If you had saved the meetings in a more verbose but true-to-intent format that properly captures "Every Tuesday at 9:00 AM America/Chicago", then at the time those rules changed you would either automatically have updated meeting timestamps, or some consolidation process could go and update the meeting times.

Even without sweeping changes like that, we still have unscheduled leap seconds, minutes, etc. every once in a while, which will also mess up your timestamps. I'm actually excited to see the day my calendar somehow ends up with a meeting at exactly 9:00:01.

The GUI elements should have nothing to do with storing and interchanging timestamps. What you display can query the browser timezone to make it look nice, then send it down converted, over.
Ding ding ding, we got a winner. No, absolutely do not query the timezone once then "convert" (aka remove) the information.
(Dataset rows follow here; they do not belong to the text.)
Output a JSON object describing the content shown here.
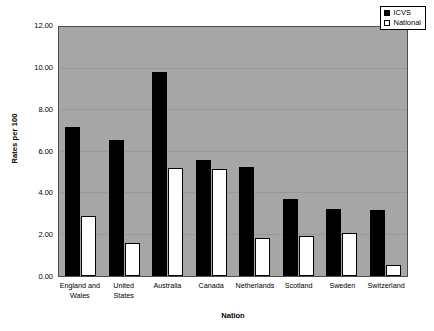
{
  "chart_data": {
    "type": "bar",
    "title": "",
    "xlabel": "Nation",
    "ylabel": "Rates per 100",
    "ylim": [
      0,
      12
    ],
    "ytick_step": 2,
    "ytick_labels": [
      "0.00",
      "2.00",
      "4.00",
      "6.00",
      "8.00",
      "10.00",
      "12.00"
    ],
    "grid": true,
    "legend_position": "top-right",
    "categories": [
      "England and Wales",
      "United States",
      "Australia",
      "Canada",
      "Netherlands",
      "Scotland",
      "Sweden",
      "Switzerland"
    ],
    "series": [
      {
        "name": "ICVS",
        "color": "#000000",
        "values": [
          7.2,
          6.55,
          9.85,
          5.6,
          5.25,
          3.7,
          3.25,
          3.2
        ]
      },
      {
        "name": "National",
        "color": "#ffffff",
        "values": [
          2.9,
          1.6,
          5.2,
          5.15,
          1.85,
          1.95,
          2.05,
          0.55
        ]
      }
    ]
  },
  "legend": {
    "items": [
      {
        "label": "ICVS"
      },
      {
        "label": "National"
      }
    ]
  },
  "colors": {
    "plot_background": "#a6a6a6",
    "page_background": "#ffffff",
    "axis": "#4d4d4d",
    "gridline": "#999999",
    "series_icvs": "#000000",
    "series_national": "#ffffff"
  }
}
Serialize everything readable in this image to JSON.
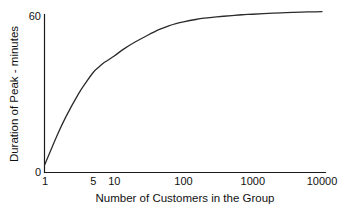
{
  "chart_data": {
    "type": "line",
    "title": "",
    "subtitle": "",
    "xlabel": "Number of Customers in the Group",
    "ylabel": "Duration of Peak - minutes",
    "xscale": "log",
    "yscale": "linear",
    "xlim": [
      1,
      10000
    ],
    "ylim": [
      0,
      60
    ],
    "xticks": [
      1,
      5,
      10,
      100,
      1000,
      10000
    ],
    "xticklabels": [
      "1",
      "5",
      "10",
      "100",
      "1000",
      "10000"
    ],
    "yticks": [
      0,
      60
    ],
    "yticklabels": [
      "0",
      "60"
    ],
    "grid": false,
    "legend": null,
    "annotations": [],
    "series": [
      {
        "name": "Duration of Peak",
        "color": "#2b2b2b",
        "x": [
          1,
          1.5,
          2,
          3,
          4,
          5,
          6,
          7,
          8,
          10,
          14,
          20,
          30,
          45,
          60,
          80,
          100,
          150,
          200,
          300,
          500,
          700,
          1000,
          2000,
          3000,
          5000,
          7000,
          10000
        ],
        "y": [
          3.0,
          14.0,
          21.0,
          29.5,
          34.5,
          38.0,
          40.0,
          41.5,
          42.5,
          44.2,
          47.0,
          49.5,
          52.0,
          54.3,
          55.6,
          56.6,
          57.2,
          58.1,
          58.6,
          59.1,
          59.6,
          59.9,
          60.1,
          60.5,
          60.7,
          60.9,
          61.0,
          61.1
        ]
      }
    ]
  },
  "axes": {
    "y_axis_top_label": "60",
    "y_axis_bottom_label": "0",
    "y_axis_title": "Duration of Peak - minutes",
    "x_axis_title": "Number of Customers in the Group",
    "x_tick_labels": [
      "1",
      "5",
      "10",
      "100",
      "1000",
      "10000"
    ]
  },
  "colors": {
    "background": "#ffffff",
    "axis": "#1a1a1a",
    "curve": "#2b2b2b",
    "text": "#111111"
  }
}
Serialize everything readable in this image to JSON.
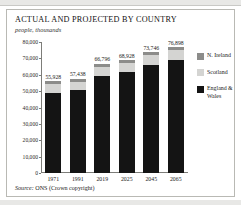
{
  "title": "ACTUAL AND PROJECTED BY COUNTRY",
  "subtitle": "people, thousands",
  "source": {
    "label": "Source:",
    "text": "ONS (Crown copyright)"
  },
  "legend": {
    "items": [
      {
        "label": "N. Ireland",
        "color": "#8c8c8a"
      },
      {
        "label": "Scotland",
        "color": "#d4d4d2"
      },
      {
        "label": "England & Wales",
        "color": "#141414"
      }
    ]
  },
  "axis": {
    "yticks": [
      "80,000",
      "70,000",
      "60,000",
      "50,000",
      "40,000",
      "30,000",
      "20,000",
      "10,000",
      "0"
    ],
    "xticks": [
      "1971",
      "1991",
      "2019",
      "2025",
      "2045",
      "2065"
    ]
  },
  "bar_totals": [
    "55,928",
    "57,438",
    "66,796",
    "68,928",
    "73,746",
    "76,898"
  ],
  "chart_data": {
    "type": "bar",
    "subtype": "stacked-column",
    "title": "ACTUAL AND PROJECTED BY COUNTRY",
    "subtitle": "people, thousands",
    "xlabel": "",
    "ylabel": "people, thousands",
    "ylim": [
      0,
      80000
    ],
    "ytick_step": 10000,
    "yticks": [
      0,
      10000,
      20000,
      30000,
      40000,
      50000,
      60000,
      70000,
      80000
    ],
    "grid": false,
    "legend_position": "right",
    "categories": [
      "1971",
      "1991",
      "2019",
      "2025",
      "2045",
      "2065"
    ],
    "series": [
      {
        "name": "England & Wales",
        "color": "#141414",
        "values": [
          49152,
          50748,
          59440,
          61420,
          66050,
          69100
        ]
      },
      {
        "name": "Scotland",
        "color": "#d4d4d2",
        "values": [
          5236,
          5083,
          5463,
          5576,
          5800,
          5910
        ]
      },
      {
        "name": "N. Ireland",
        "color": "#8c8c8a",
        "values": [
          1540,
          1607,
          1893,
          1932,
          1896,
          1888
        ]
      }
    ],
    "totals": [
      55928,
      57438,
      66796,
      68928,
      73746,
      76898
    ],
    "data_labels": [
      "55,928",
      "57,438",
      "66,796",
      "68,928",
      "73,746",
      "76,898"
    ],
    "source": "Source: ONS (Crown copyright)"
  }
}
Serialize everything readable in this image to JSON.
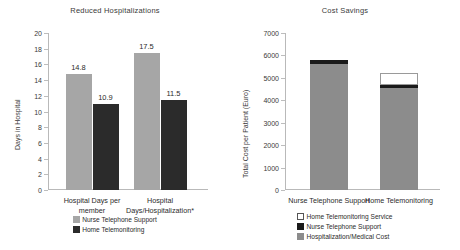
{
  "chart_data": [
    {
      "type": "bar",
      "title": "Reduced Hospitalizations",
      "xlabel": "",
      "ylabel": "Days in Hospital",
      "ylim": [
        0,
        20
      ],
      "ytick_step": 2,
      "yticks": [
        "20",
        "18",
        "16",
        "14",
        "12",
        "10",
        "8",
        "6",
        "4",
        "2",
        "0"
      ],
      "grid": false,
      "legend_position": "bottom",
      "categories": [
        "Hospital Days per member",
        "Hospital Days/Hospitalization*"
      ],
      "series": [
        {
          "name": "Nurse Telephone Support",
          "color": "#a6a6a6",
          "values": [
            14.8,
            17.5
          ],
          "labels": [
            "14.8",
            "17.5"
          ]
        },
        {
          "name": "Home Telemonitoring",
          "color": "#2b2b2b",
          "values": [
            10.9,
            11.5
          ],
          "labels": [
            "10.9",
            "11.5"
          ]
        }
      ]
    },
    {
      "type": "bar",
      "subtype": "stacked",
      "title": "Cost Savings",
      "xlabel": "",
      "ylabel": "Total Cost per Patient (Euro)",
      "ylim": [
        0,
        7000
      ],
      "ytick_step": 1000,
      "yticks": [
        "7000",
        "6000",
        "5000",
        "4000",
        "3000",
        "2000",
        "1000",
        "0"
      ],
      "grid": false,
      "legend_position": "bottom",
      "categories": [
        "Nurse Telephone Support",
        "Home Telemonitoring"
      ],
      "series": [
        {
          "name": "Hospitalization/Medical Cost",
          "color": "#8c8c8c",
          "values": [
            5600,
            4550
          ]
        },
        {
          "name": "Nurse Telephone Support",
          "color": "#1a1a1a",
          "values": [
            200,
            120
          ]
        },
        {
          "name": "Home Telemonitoring Service",
          "color": "#ffffff",
          "values": [
            0,
            550
          ]
        }
      ],
      "totals": [
        5800,
        5220
      ]
    }
  ],
  "left_panel": {
    "title": "Reduced Hospitalizations",
    "ylabel": "Days in Hospital",
    "yticks": [
      "20",
      "18",
      "16",
      "14",
      "12",
      "10",
      "8",
      "6",
      "4",
      "2",
      "0"
    ],
    "categories": [
      "Hospital Days per member",
      "Hospital Days/Hospitalization*"
    ],
    "bars": [
      {
        "label": "14.8",
        "value": 14.8,
        "series": "Nurse Telephone Support"
      },
      {
        "label": "10.9",
        "value": 10.9,
        "series": "Home Telemonitoring"
      },
      {
        "label": "17.5",
        "value": 17.5,
        "series": "Nurse Telephone Support"
      },
      {
        "label": "11.5",
        "value": 11.5,
        "series": "Home Telemonitoring"
      }
    ],
    "legend": [
      {
        "label": "Nurse Telephone Support",
        "color": "#a6a6a6"
      },
      {
        "label": "Home Telemonitoring",
        "color": "#2b2b2b"
      }
    ]
  },
  "right_panel": {
    "title": "Cost Savings",
    "ylabel": "Total Cost per Patient (Euro)",
    "yticks": [
      "7000",
      "6000",
      "5000",
      "4000",
      "3000",
      "2000",
      "1000",
      "0"
    ],
    "categories": [
      "Nurse Telephone Support",
      "Home Telemonitoring"
    ],
    "legend": [
      {
        "label": "Home Telemonitoring Service",
        "color": "#ffffff"
      },
      {
        "label": "Nurse Telephone Support",
        "color": "#1a1a1a"
      },
      {
        "label": "Hospitalization/Medical Cost",
        "color": "#8c8c8c"
      }
    ]
  }
}
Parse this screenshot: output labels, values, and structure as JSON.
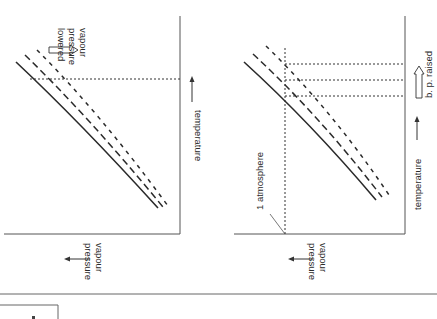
{
  "left_diagram": {
    "title": "vapour pressure lowered",
    "annotation_lines": [
      "vapour",
      "pressure",
      "lowered"
    ],
    "x_axis_label": "temperature",
    "y_axis_label_lines": [
      "vapour",
      "pressure"
    ],
    "curves": [
      {
        "name": "pure solvent",
        "style": "solid"
      },
      {
        "name": "dilute solution",
        "style": "long-dash"
      },
      {
        "name": "concentrated solution",
        "style": "short-dash"
      }
    ]
  },
  "right_diagram": {
    "title": "b. p. raised",
    "annotation": "b. p. raised",
    "reference_line_label": "1 atmosphere",
    "x_axis_label": "temperature",
    "y_axis_label_lines": [
      "vapour",
      "pressure"
    ],
    "curves": [
      {
        "name": "pure solvent",
        "style": "solid"
      },
      {
        "name": "dilute solution",
        "style": "long-dash"
      },
      {
        "name": "concentrated solution",
        "style": "short-dash"
      }
    ]
  },
  "colors": {
    "ink": "#2a2a2a",
    "axis": "#555555",
    "background": "#ffffff"
  }
}
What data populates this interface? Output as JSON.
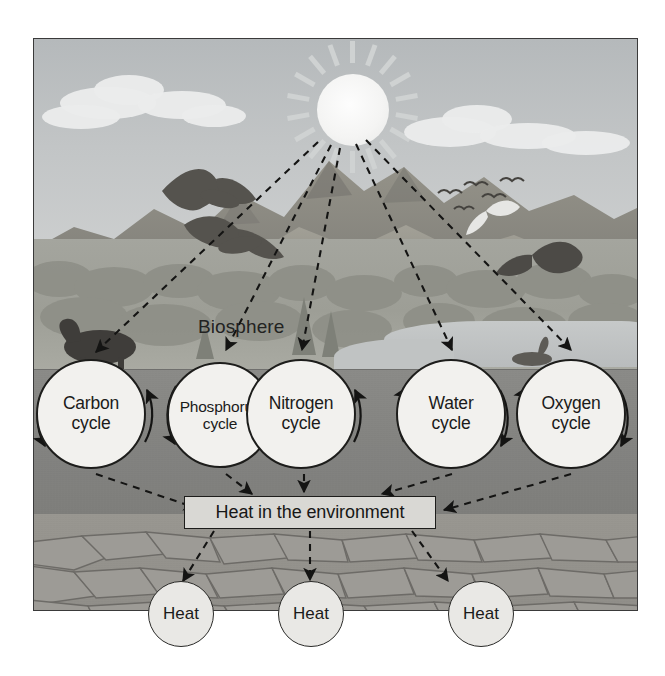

Timezones change all the time.
And if the timezone changes, should the meeting you booked at 9 AM now happen at 8 AM?
There's a (fresh) extensive comment right above mine which explains the 4 different use cases for dates and the very minimal real need of TZ, let's all read it. Sorry I cannot comment otherwise your arguments because you didn't offer any.
You cannot convert a time string in the future to a timestamp. You must keep it as a string with timezone information until the time actually comes.
IMO depending on the use case, just the TZ info won't save you. Say I arrange a meeting for 4pm local time (where summer daylight savings time will be active) for July 2022.. and then the city I want to meet in gets invaded by a foreign army and changes its timezone. And cancels summer time. What time is my meeting now?

I guess it needs to be a 4-dimensional coordinate, where 1 axis can slide around...

You should store TZ info in the "Europe/Brussels" form, rather than "CET" or "UTC-1" which aren't easy to use anyway.

If a foreign army invades Belgium and changes its timezone, Europe/Brussels will get updated.